Data aggregation in VFX: Impossible dream or untapped opportunity
Data aggregation has been transformative for industries as broad as pharmaceuticals and media and entertainment. Amazon, once an online bookshop but now with its fingers in almost every pie imaginable, was one of the first businesses to aggregate data from a network of vendors to support future transactions - offering customers recommendations based on what other people had purchased.
Today, most online businesses similarly use data to optimize the customer experience. Expedia recommends holidays, Netflix tells you what shows you’ll enjoy, and Spotify suggests other songs you might like. But such use of data hasn’t really had a significant impact on the world of visual effects (VFX).
One of the big challenges for VFX studios, which we’ve looked at in detail before, is effective resource planning from project to project; deciding when to invest in additional rendering capacity while avoiding a scenario where machines are left idle for weeks on end. We’ve also discussed how migration to the cloud can help.
What role, then, could data sharing and aggregation play in project planning and execution?
Studios usually exist independently from one another. They use different processes, passing on or absorbing different costs based on what’s worked for them in the past. There’s no magic spreadsheet that will suck in project details and spit out the perfect cost-benefit option.
But what if studios could draw insight from others, learning from their failures and successes to better manage their own work? What if a central repository of past project data could be drawn on for insight, or to feed an algorithm fuelled by machine learning? The accepted way of doing things would change dramatically.

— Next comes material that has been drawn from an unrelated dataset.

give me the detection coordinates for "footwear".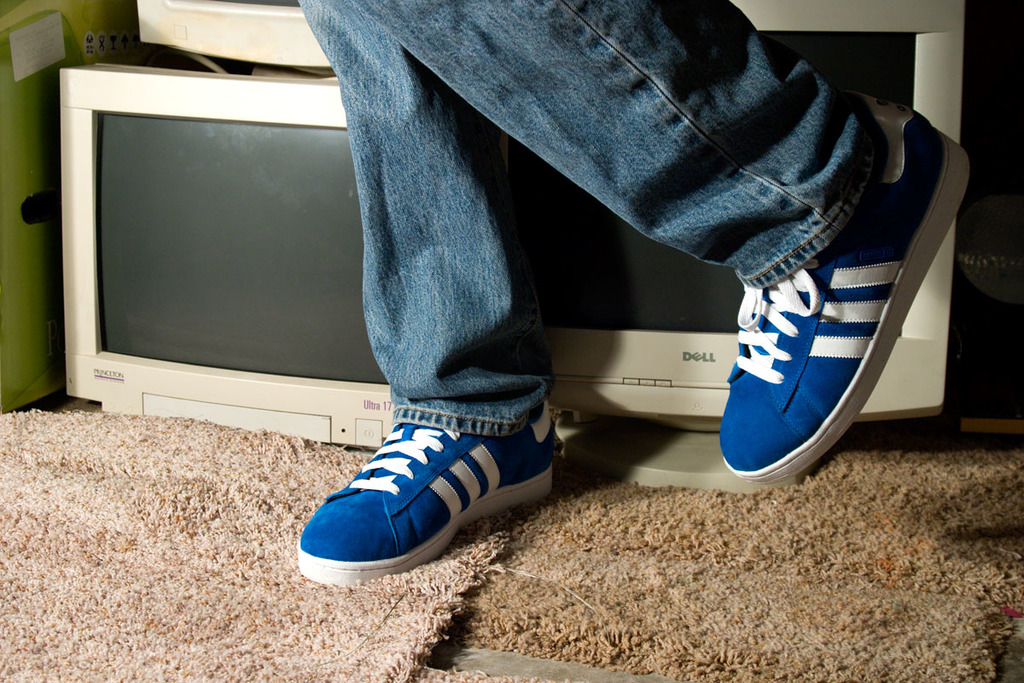
[left=716, top=92, right=974, bottom=484].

The glaringly obvious sticking point, of course, is whether said studios would indeed be happy to share information with their fiercest rivals for the ‘greater good’. This is an industry that has been burned by very public data leaks in years gone by, and one shrouded in secrecy when it comes to new work.
Perhaps we’re being fanciful, and perhaps it’s a hurdle that will prove just too big to ever be overcome. There are, however, companies trying to bridge the gap by offering new ways to more accurately make predictions for project resourcing.

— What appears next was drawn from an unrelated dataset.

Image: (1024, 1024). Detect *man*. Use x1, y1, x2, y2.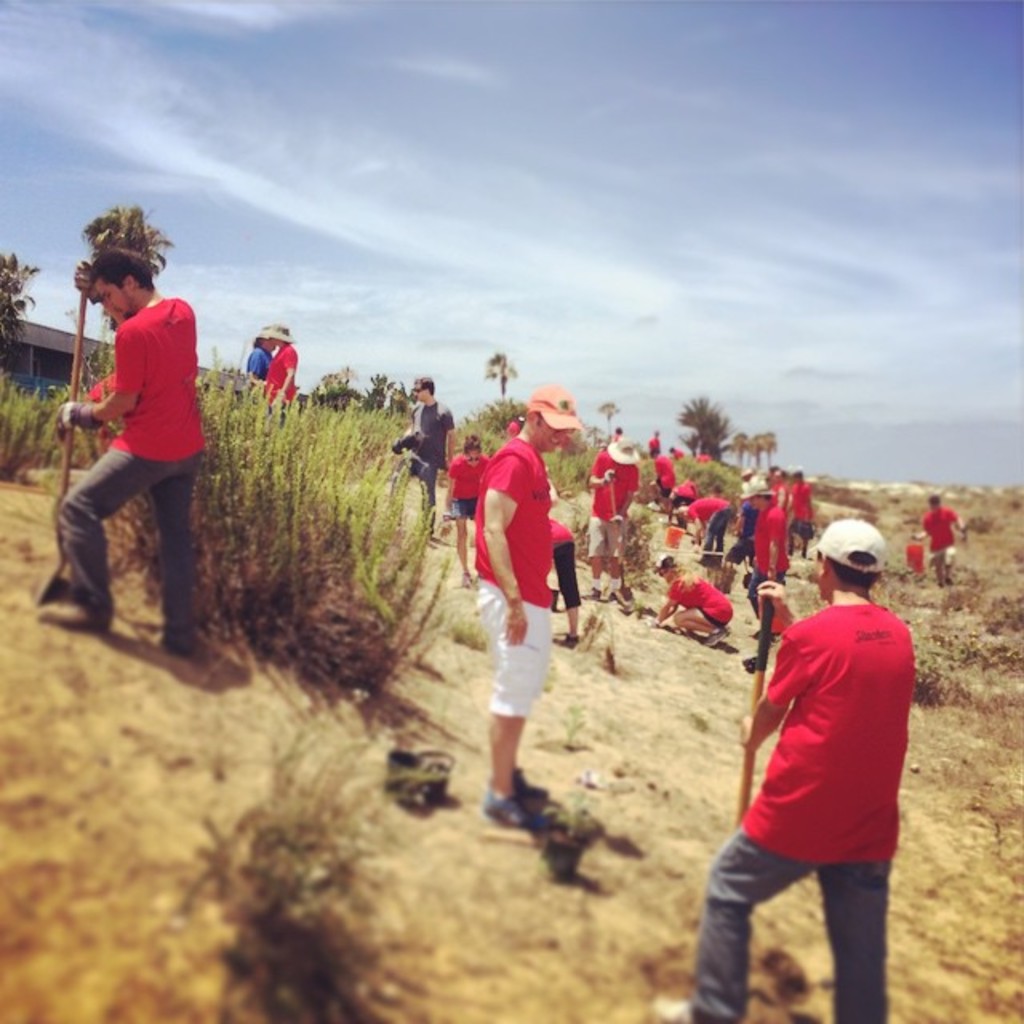
675, 494, 734, 555.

Gareth Williams is founder and chief executive of YellowDog, a British startup offering cloud rendering for VFX, animation, and CGI studios. YellowDog’s ‘limitless compute’ gives users access to as much rendering capacity as they need, without shelling out for on-prem server farms.
YellowDog also helps studios plan resource by predicting the time it will take to render a piece of work, based on available compute - giving them the insight they need to meet all-important client deadlines.
“One of the big challenges is that VFX work is so competitive and there are such low margins,” Williams told us. "So a studio’s pipeline - and its efficiency for clients - is often its competitive edge. It’s hard to imagine a future where studios effectively give that competitive edge away.”
Williams continued: “It’s not just about rendering quickly but rendering to a deadline. People just want to know what they need to put in place in order to have something finished by a specific point.
“We’ve developed machine-learning algorithms that allow us to look at render jobs before they’ve started, analyse any restraints and tell customers with a degree of accuracy when the rendering will be finished.”
To do that, YellowDog does need an element of data aggregation. It takes information from projects uploaded by its customers, assessing more than 20 data points from each scene - such as resolution, lighting and texture - to inform its models and algorithms.
And Williams believes people are happy to share project data to improve the service, so long as it’s anonymised and does not give away any competitive advantage. “It all hinges on what the data is used for,” he added.
The industry is clearly some way off data aggregation Utopia. There remain significant challenges to overcome - not least studio’s willingness to share with competitors - but there’s no doubt the sharing of information between studios has the potential to transform production pipelines as we know them.
Want to find out more about the potential impact of cloud tech on the VFX industry? Check out our article that looks at how cloud could play a transformative role in helping studios plan project costs.